Caucones

According to brief mentions by Herodotus and some other classical writers, the Caucones (or Kaukones) were an indigenous ("autochthonous") tribe of Anatolia (modern-day Turkey), who were displaced or absorbed by the immigant Bithynians, who were a group of clans from Thrace that spoke an Indo-European language. Thracian Bithynians also expelled or subdued the Mysians, and some minor tribes, the Mariandyni alone maintaining themselves in cultural independence, in the northeast of what became Bithynia. The Kaukones make the briefest appearance in the Iliad Book X, when the Trojan Dolon reveals the array of Trojan allies, ranged among their neighbors like a lesson in geography:
"Towards the sea lie the Carians, and Paionians of the bent bow, and the Leleges and Kaukones, and noble Pelasgians."
There are brief references in the Odyssey too. What kind of pre-Indo-European language the illiterate Caucones spoke is a ludibrium of opposing camps of modern-day linguists, who tend to allign themselves according to their modern ethnicities. In Greece itself, the Hellenes tended to lump all pre-Hellenic indigenes together as "Pelasgians". The Caucones are not to be confused with the Cicones (also mentioned in the Iliad and the Odyssey) who were a Thracian tribe on the south coast of Thrace.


**Action item:** Take the data below and filter it for lines containing the word "issue"; show each line found.

**Input material:**
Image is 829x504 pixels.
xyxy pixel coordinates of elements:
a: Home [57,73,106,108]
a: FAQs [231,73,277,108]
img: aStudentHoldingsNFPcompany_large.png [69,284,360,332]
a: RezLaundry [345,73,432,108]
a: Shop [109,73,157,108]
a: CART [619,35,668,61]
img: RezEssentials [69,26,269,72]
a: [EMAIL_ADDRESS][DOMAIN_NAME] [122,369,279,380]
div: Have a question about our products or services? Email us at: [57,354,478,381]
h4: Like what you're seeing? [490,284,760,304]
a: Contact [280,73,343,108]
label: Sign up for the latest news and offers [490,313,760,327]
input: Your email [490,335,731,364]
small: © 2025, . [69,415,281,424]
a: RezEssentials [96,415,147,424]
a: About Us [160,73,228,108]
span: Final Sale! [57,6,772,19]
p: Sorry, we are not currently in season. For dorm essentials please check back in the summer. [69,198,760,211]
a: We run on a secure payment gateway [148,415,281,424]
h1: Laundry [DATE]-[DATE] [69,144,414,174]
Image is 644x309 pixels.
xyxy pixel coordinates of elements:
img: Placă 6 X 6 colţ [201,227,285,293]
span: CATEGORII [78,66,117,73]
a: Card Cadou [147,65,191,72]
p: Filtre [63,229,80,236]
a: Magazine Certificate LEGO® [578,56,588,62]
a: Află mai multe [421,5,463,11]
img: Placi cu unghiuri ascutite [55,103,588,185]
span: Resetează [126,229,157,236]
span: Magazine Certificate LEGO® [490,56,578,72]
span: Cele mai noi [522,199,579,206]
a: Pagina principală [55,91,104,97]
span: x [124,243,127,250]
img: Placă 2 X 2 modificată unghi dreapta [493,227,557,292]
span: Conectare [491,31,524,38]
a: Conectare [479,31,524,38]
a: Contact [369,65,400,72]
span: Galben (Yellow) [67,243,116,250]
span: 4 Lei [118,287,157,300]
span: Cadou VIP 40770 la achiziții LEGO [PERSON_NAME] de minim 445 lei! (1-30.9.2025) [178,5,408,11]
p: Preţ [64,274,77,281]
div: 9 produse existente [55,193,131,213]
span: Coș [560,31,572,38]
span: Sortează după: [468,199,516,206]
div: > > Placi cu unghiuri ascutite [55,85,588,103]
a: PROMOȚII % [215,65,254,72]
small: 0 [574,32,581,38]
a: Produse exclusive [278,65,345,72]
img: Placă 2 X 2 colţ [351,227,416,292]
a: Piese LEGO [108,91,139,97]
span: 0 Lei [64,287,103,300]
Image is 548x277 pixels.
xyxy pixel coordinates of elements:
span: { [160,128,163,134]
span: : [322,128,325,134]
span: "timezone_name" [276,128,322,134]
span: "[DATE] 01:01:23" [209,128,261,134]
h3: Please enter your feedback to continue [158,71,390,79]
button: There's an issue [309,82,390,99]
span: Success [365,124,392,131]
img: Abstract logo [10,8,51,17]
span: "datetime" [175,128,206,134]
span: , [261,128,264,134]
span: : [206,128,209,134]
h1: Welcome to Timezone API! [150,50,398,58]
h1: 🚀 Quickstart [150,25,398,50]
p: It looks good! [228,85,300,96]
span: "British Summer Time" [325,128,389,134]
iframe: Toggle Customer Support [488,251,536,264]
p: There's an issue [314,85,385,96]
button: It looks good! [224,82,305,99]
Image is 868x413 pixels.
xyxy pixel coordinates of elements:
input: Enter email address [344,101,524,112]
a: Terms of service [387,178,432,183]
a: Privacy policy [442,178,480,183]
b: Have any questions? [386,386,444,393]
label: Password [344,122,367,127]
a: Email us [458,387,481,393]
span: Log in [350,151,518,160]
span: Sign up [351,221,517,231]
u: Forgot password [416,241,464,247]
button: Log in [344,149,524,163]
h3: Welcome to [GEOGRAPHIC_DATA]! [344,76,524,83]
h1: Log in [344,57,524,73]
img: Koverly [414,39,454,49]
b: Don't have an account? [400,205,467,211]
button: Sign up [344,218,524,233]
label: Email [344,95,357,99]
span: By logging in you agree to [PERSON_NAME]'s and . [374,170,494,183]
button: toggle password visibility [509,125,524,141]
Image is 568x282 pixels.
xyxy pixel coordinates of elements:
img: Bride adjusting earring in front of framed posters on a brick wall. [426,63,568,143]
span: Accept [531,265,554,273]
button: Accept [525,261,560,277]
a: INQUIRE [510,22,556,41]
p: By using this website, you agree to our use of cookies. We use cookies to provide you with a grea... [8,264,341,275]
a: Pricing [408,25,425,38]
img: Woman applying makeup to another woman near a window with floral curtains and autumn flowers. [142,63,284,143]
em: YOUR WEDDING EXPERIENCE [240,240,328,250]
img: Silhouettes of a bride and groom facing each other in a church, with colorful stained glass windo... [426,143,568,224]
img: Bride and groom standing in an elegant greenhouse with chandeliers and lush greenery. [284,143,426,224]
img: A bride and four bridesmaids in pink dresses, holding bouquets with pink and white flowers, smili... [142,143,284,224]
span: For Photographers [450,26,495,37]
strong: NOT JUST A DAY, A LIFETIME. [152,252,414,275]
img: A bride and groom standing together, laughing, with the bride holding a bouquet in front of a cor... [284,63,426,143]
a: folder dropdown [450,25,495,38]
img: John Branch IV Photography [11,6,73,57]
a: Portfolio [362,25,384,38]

**Finished exercise:**
button: There's an issue [309,82,390,99]
p: There's an issue [314,85,385,96]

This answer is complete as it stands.